“Say rather the follower,” said Randall; “and well for those who have the happy knack of following wisely—chiming in, before itself is fully aware of it, with the humour of the time.”
Menie Laurie, who was close at hand, and heard all this, ventured a whisper, while Randall’s companion had for the moment turned away.
“Your words sound as if you slighted him, Randall, and you too call yourself a literary man.”
“Good Johnnie Lithgow, I like him extremely,” said Randall, with the half-scornful smile which puzzled Menie; “but he is only a literary workman after all. He does his literature as his day’s labour—he will tell you so himself—a mere craft for daily bread.”
And just then Lithgow turned round, with his radiant face—he who had no fame to lose, and did an honest day’s work in every day, not thinking that the nature of his craft excused him from the natural amount of toil—and again Menie felt a little pang at her heart, as she thought of Randall’s jealous guardianship of Randall’s youthful fame.
CHAPTER XV.
“I have been thinking of bringing up my mother to live with me,” said the Mr Lithgow in whom Mrs Laurie and her daughter were beginning to forget the humble Johnnie: “I see no reason why she should live in poverty in Kirklands, while I am comfortable here.”
His face flushed slightly as he concluded, and he began to drum with his fingers in mere shyness and embarrassment upon Miss Annie Laurie’s work-table. Randall, a little distance from him, was turning over with infinite scorn Miss Annie’s picture-books. The two young men had grown familiar in the house, though it was not yet a month since they entered it first.
“And I think you are very right,” said Mrs Laurie cordially, “though whether Mrs Lithgow might be pleased with a town-life, or whether—”
She paused: it was not very easy to say “whether your mother would be a suitable housekeeper for you.” Mrs Laurie could not do violence either to her own feelings or his by suggesting such a doubt.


Task objective - Please return the lines of the data that contain "Subfolder".

Material supplied -

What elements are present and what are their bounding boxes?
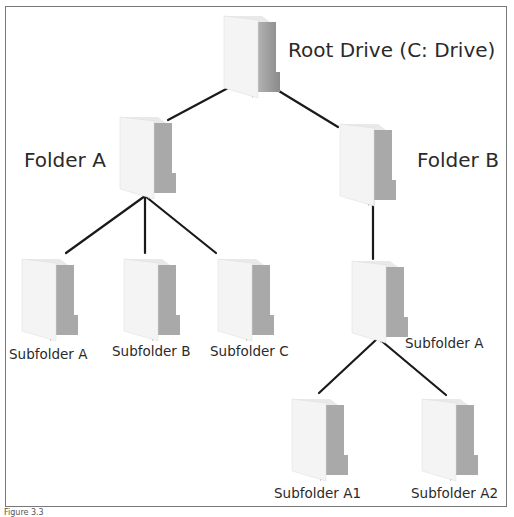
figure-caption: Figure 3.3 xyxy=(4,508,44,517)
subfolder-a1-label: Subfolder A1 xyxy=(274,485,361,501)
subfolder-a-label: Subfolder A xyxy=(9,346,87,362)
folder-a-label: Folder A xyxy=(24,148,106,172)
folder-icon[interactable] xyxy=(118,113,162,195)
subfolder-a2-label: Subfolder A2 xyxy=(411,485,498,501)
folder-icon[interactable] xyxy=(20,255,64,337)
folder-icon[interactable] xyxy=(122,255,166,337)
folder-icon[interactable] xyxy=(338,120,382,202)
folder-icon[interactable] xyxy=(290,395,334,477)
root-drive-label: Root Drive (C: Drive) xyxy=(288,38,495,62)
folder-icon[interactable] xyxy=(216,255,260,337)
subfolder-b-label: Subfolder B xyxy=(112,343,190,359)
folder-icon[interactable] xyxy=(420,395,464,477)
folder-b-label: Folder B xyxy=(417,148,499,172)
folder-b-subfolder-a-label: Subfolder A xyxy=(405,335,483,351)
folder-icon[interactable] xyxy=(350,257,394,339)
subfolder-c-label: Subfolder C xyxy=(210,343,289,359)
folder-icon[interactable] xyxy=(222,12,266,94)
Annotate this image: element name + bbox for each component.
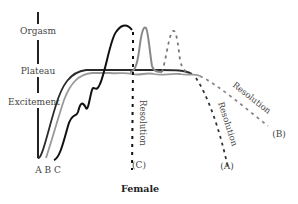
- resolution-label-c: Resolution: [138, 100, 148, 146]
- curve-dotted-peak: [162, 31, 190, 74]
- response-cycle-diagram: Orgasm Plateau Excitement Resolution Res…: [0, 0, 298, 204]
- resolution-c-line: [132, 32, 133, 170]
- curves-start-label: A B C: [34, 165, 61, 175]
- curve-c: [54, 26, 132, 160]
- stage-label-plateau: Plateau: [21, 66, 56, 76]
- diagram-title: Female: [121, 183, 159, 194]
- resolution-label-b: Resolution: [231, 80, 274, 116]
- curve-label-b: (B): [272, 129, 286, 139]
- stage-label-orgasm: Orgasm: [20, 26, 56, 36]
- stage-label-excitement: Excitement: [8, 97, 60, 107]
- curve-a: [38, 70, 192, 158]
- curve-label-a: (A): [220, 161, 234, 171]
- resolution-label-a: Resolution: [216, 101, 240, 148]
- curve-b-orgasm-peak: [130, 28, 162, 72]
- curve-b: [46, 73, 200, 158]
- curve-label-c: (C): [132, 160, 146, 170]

Task response -
subfolder-a1-label: Subfolder A1 xyxy=(274,485,361,501)
subfolder-a-label: Subfolder A xyxy=(9,346,87,362)
subfolder-a2-label: Subfolder A2 xyxy=(411,485,498,501)
subfolder-b-label: Subfolder B xyxy=(112,343,190,359)
folder-b-subfolder-a-label: Subfolder A xyxy=(405,335,483,351)
subfolder-c-label: Subfolder C xyxy=(210,343,289,359)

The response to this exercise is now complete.